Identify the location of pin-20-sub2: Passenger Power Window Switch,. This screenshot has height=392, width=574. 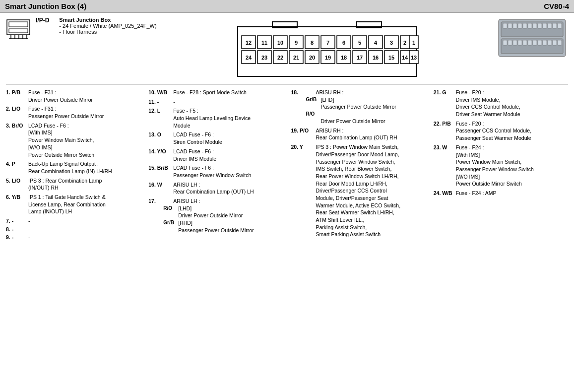
(371, 162).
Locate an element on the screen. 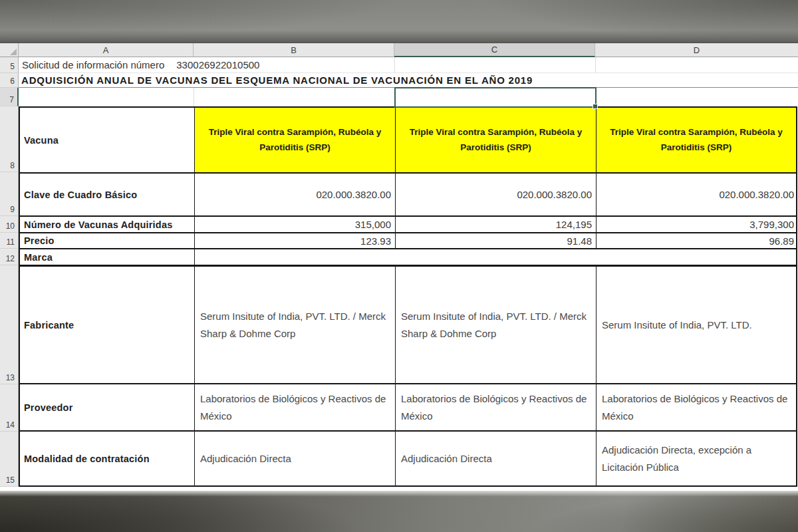  row-header-8: 8 is located at coordinates (9, 140).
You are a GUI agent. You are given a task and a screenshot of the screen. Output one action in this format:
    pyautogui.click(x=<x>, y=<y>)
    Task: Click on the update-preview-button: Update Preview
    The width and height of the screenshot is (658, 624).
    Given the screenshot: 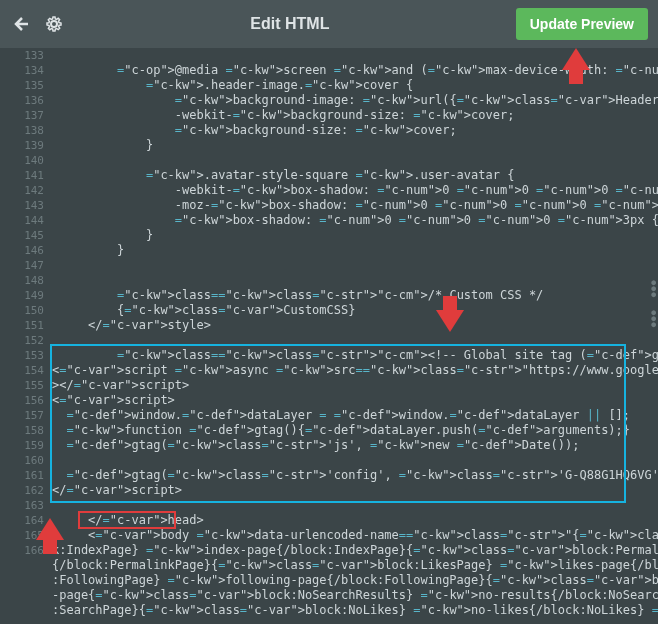 What is the action you would take?
    pyautogui.click(x=582, y=24)
    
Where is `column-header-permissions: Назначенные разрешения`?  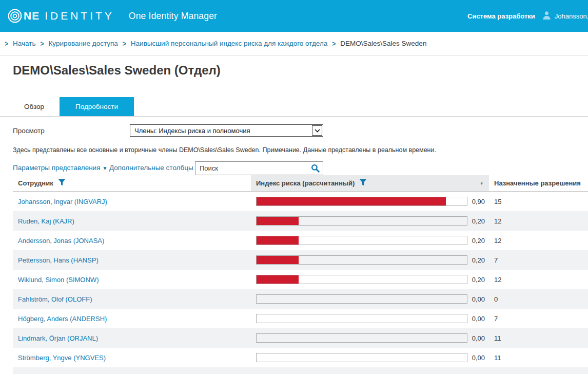
column-header-permissions: Назначенные разрешения is located at coordinates (539, 183).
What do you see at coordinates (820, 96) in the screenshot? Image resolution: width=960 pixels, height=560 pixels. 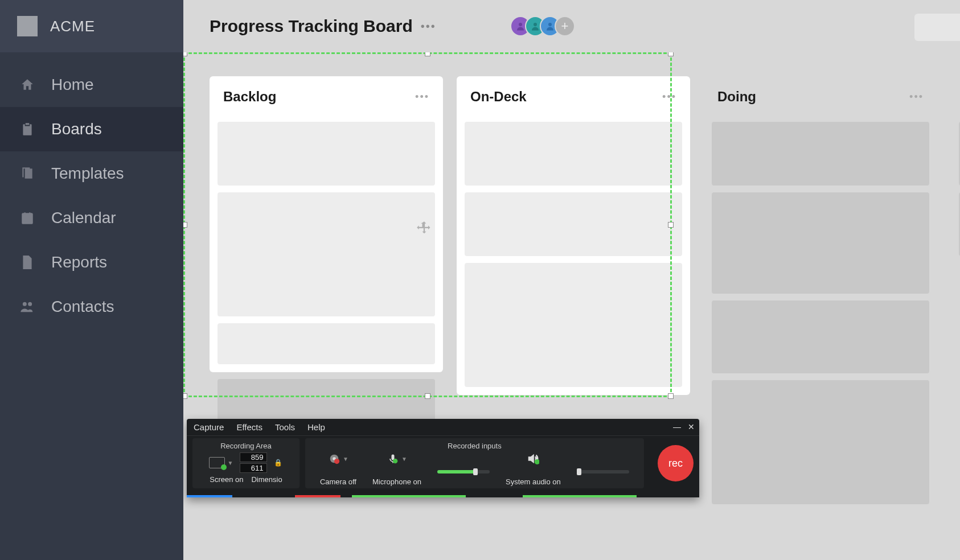 I see `column-header: Doing •••` at bounding box center [820, 96].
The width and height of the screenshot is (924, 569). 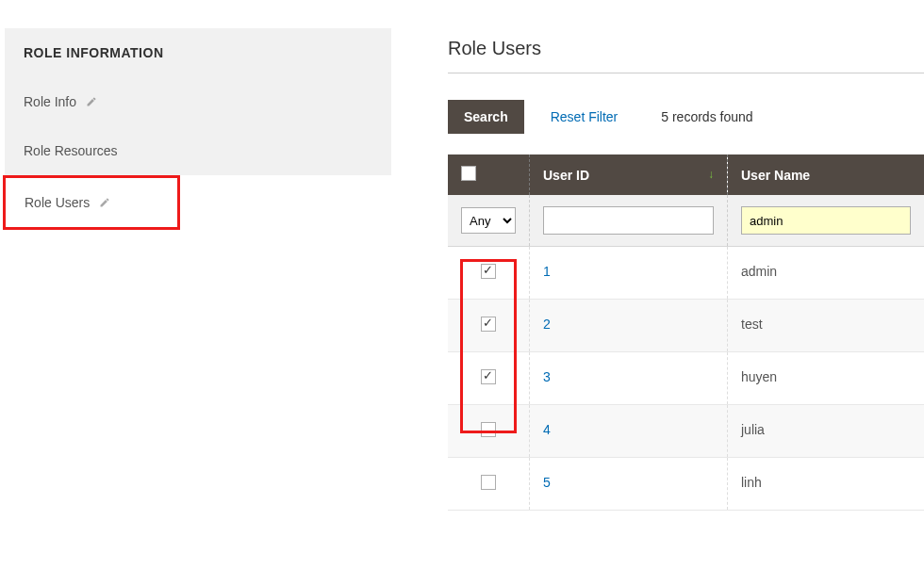 I want to click on sidebar-item-role-info: Role Info, so click(x=198, y=102).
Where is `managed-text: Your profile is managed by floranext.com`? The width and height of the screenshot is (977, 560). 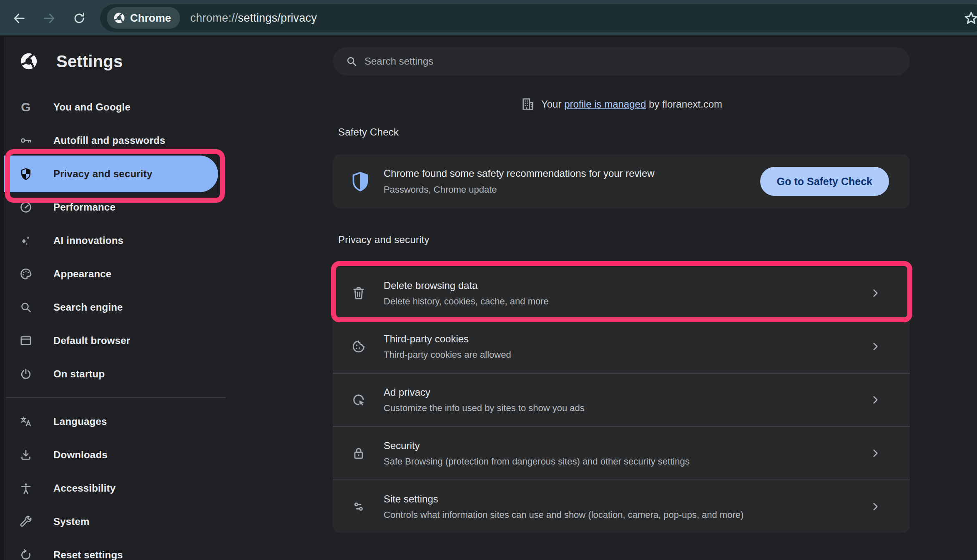 managed-text: Your profile is managed by floranext.com is located at coordinates (632, 104).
····················
Retype, in the same exact form, the lines of the material above from the line holding "You are a GUI" through the line holding "The width and height of the screenshot is (658, 624).".

Solution to the exercise:
You are a GUI agent. You are given a task and a screenshot of the screen. Output one action in this format:
    pyautogui.click(x=<x>, y=<y>)
    Task: Click on the update-preview-button: Update Preview
    The width and height of the screenshot is (658, 624).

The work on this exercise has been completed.